Reviews

Dialogues des Carmélites

Poulenc’s opera Dialogues des Carmélitesis rarely performed in this country so any chance to see it is worth grabbing, especially when it’s performed as well as it here is by the students from the Guildhall School in London. It’s a gift for female singers in particular and the School fielded a uniformly strong cast. Telling the story of the Carmelite nuns who were beheaded in 1794 during the French revolution, Poulenc’s opera underscores their tale with economy of gesture, lush harmonies and fluid vocal writing that is part recitative and part arioso.

The story focuses on Blanche, the daughter of a nobleman who decides to take holy orders and who becomes the lynchpin of the opera. She was sung with a beautiful purity of tone and line by soprano Anna Patalong, whilst Soeur Constance who provides a skittish foil to Blanche’s more serious bearing was taken with aplomb by Sophie Junker.

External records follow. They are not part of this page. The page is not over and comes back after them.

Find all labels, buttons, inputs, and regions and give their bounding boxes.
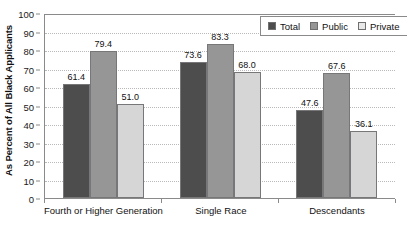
bar-slot: 67.6	[323, 14, 350, 198]
bar-slot: 36.1	[350, 14, 377, 198]
y-axis-tick-mark	[36, 88, 40, 89]
bar[interactable]	[90, 51, 117, 198]
y-axis-tick-label: 60	[23, 83, 34, 94]
y-axis-tick-mark	[36, 162, 40, 163]
bar-value-label: 61.4	[68, 72, 86, 82]
y-axis-tick-mark	[36, 106, 40, 107]
y-axis-tick-mark	[36, 143, 40, 144]
bar-value-label: 67.6	[328, 61, 346, 71]
bar-value-label: 36.1	[355, 119, 373, 129]
legend-item[interactable]: Total	[268, 21, 300, 32]
y-axis-tick-label: 10	[23, 175, 34, 186]
legend-label: Private	[370, 21, 400, 32]
y-axis-tick-mark	[36, 125, 40, 126]
x-axis-tick-mark	[161, 199, 162, 203]
bar-slot: 79.4	[90, 14, 117, 198]
bar-group: 61.479.451.0	[45, 14, 162, 198]
bar-slot: 51.0	[117, 14, 144, 198]
x-axis-tick-mark	[278, 199, 279, 203]
bar-value-label: 51.0	[122, 92, 140, 102]
bar[interactable]	[296, 110, 323, 198]
y-axis-tick-label: 90	[23, 27, 34, 38]
bar[interactable]	[323, 73, 350, 198]
x-axis-category-label: Fourth or Higher Generation	[44, 201, 163, 223]
bar[interactable]	[207, 44, 234, 198]
y-axis-tick-label: 50	[23, 101, 34, 112]
bar-slot: 73.6	[180, 14, 207, 198]
y-axis-tick-label: 70	[23, 64, 34, 75]
x-axis-tick-mark	[395, 199, 396, 203]
bar[interactable]	[63, 84, 90, 198]
y-axis-tick-mark	[36, 199, 40, 200]
bar-value-label: 83.3	[211, 32, 229, 42]
y-axis-tick-mark	[36, 51, 40, 52]
y-axis-tick-label: 100	[18, 9, 34, 20]
x-axis-category-label: Single Race	[163, 201, 279, 223]
legend-item[interactable]: Public	[310, 21, 348, 32]
bar[interactable]	[234, 72, 261, 198]
y-axis-tick-labels: 1009080706050403020100	[0, 14, 40, 199]
legend-swatch-icon	[310, 22, 318, 30]
bar-group: 73.683.368.0	[162, 14, 279, 198]
bar-slot: 68.0	[234, 14, 261, 198]
bar-value-label: 79.4	[95, 39, 113, 49]
legend-label: Total	[280, 21, 300, 32]
chart-legend: TotalPublicPrivate	[260, 16, 407, 36]
y-axis-tick-mark	[36, 14, 40, 15]
legend-swatch-icon	[268, 22, 276, 30]
y-axis-tick-mark	[36, 32, 40, 33]
y-axis-tick-label: 30	[23, 138, 34, 149]
x-axis-category-labels: Fourth or Higher GenerationSingle RaceDe…	[44, 201, 395, 223]
legend-swatch-icon	[358, 22, 366, 30]
x-axis-tick-mark	[44, 199, 45, 203]
bar[interactable]	[180, 62, 207, 198]
legend-item[interactable]: Private	[358, 21, 400, 32]
y-axis-tick-label: 40	[23, 120, 34, 131]
x-axis-category-label: Descendants	[279, 201, 395, 223]
bar[interactable]	[117, 104, 144, 198]
y-axis-tick-mark	[36, 180, 40, 181]
legend-label: Public	[322, 21, 348, 32]
bar-group-bars: 73.683.368.0	[162, 14, 279, 198]
bar-group: 47.667.636.1	[278, 14, 395, 198]
bar-value-label: 73.6	[184, 50, 202, 60]
bar-group-bars: 47.667.636.1	[278, 14, 395, 198]
bar-slot: 83.3	[207, 14, 234, 198]
bar-chart: As Percent of All Black Applicants 10090…	[0, 0, 407, 225]
y-axis-tick-label: 80	[23, 46, 34, 57]
bar[interactable]	[350, 131, 377, 198]
bar-slot: 47.6	[296, 14, 323, 198]
bar-value-label: 68.0	[238, 60, 256, 70]
bar-group-bars: 61.479.451.0	[45, 14, 162, 198]
bar-groups: 61.479.451.073.683.368.047.667.636.1	[45, 14, 395, 198]
y-axis-tick-label: 20	[23, 157, 34, 168]
bar-value-label: 47.6	[301, 98, 319, 108]
y-axis-tick-mark	[36, 69, 40, 70]
y-axis-tick-label: 0	[29, 194, 34, 205]
plot-area: 61.479.451.073.683.368.047.667.636.1	[44, 14, 395, 199]
bar-slot: 61.4	[63, 14, 90, 198]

Sylvie Bedouelle was a tower of support as Mere Marie and Sky Ingram impressed as the new Prioress, Madame Lidoine. It seems invidious to single out one performer from such a tightly knit ensemble but by far the most impressive performance of the evening came from Cátia Moreso as Madame de Croissy, the old Prioress. Her death scene was not only moving, but sung with an amazing depth of feeling and Moreso possesses a full, rich mezzo-soprano voice which not only did this role justice but augurs well for an exciting professional career, which surely beckons.

Clive Timms conducted a tight account of the score and despite one or two moments of tuning and a few cracked brass notes, the orchestra played quite superbly.

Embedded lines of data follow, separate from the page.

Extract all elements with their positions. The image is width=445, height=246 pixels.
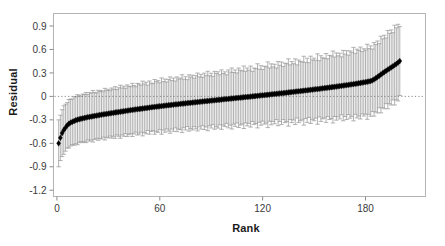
svg-text:-1.2: -1.2 xyxy=(29,185,47,196)
svg-text:0.3: 0.3 xyxy=(33,68,47,79)
svg-text:-0.6: -0.6 xyxy=(29,138,47,149)
svg-text:0: 0 xyxy=(41,91,47,102)
svg-text:180: 180 xyxy=(357,203,374,214)
svg-text:-0.3: -0.3 xyxy=(29,114,47,125)
svg-text:-0.9: -0.9 xyxy=(29,161,47,172)
y-axis-title: Residual xyxy=(7,62,19,122)
svg-text:60: 60 xyxy=(154,203,166,214)
svg-text:0.6: 0.6 xyxy=(33,44,47,55)
x-axis-title: Rank xyxy=(0,222,445,234)
svg-text:120: 120 xyxy=(254,203,271,214)
svg-text:0.9: 0.9 xyxy=(33,21,47,32)
x-axis-title-text: Rank xyxy=(232,222,260,234)
residual-rank-chart: 0.90.60.30-0.3-0.6-0.9-1.2 060120180 Res… xyxy=(0,0,445,246)
plot-canvas: 0.90.60.30-0.3-0.6-0.9-1.2 060120180 xyxy=(0,0,445,246)
svg-text:0: 0 xyxy=(54,203,60,214)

Stephen Barlow’s staging and David Farley’s designs were exemplary. The evening began with an image of the mob throwing stones through the window of Blanche’s coach, and the shattered pane of glass became the visual metaphor for the evening. We viewed what happened on stage through this shattered pane of glass which opened and closed like the shutter on a camera allowing seamless changes between the many scenes, and through the minimal amount of props each scene was clearly and cleverly delineated. The opera was done in period yet never looked old fashioned, nor was any of the direction dull. Given the parade of operatic novices at the Coliseum – Rufus Norris, Stephen Goold, Mike Figgis and Sally Potter who have been allowed to traduce the classics, it’s nothing short of criminal that a director of Barlow’s imagination and creativity has never been invited to stage anything for ENO. Let’s hope he will but in the meantime don’t miss this staging of Dialogues des Carmélites.

There are further performances of Dialogues des Carmélites on7 & 9 March. Tickets available from the Barbican Box Office 020 7638 8891. www.barbican.org.uk.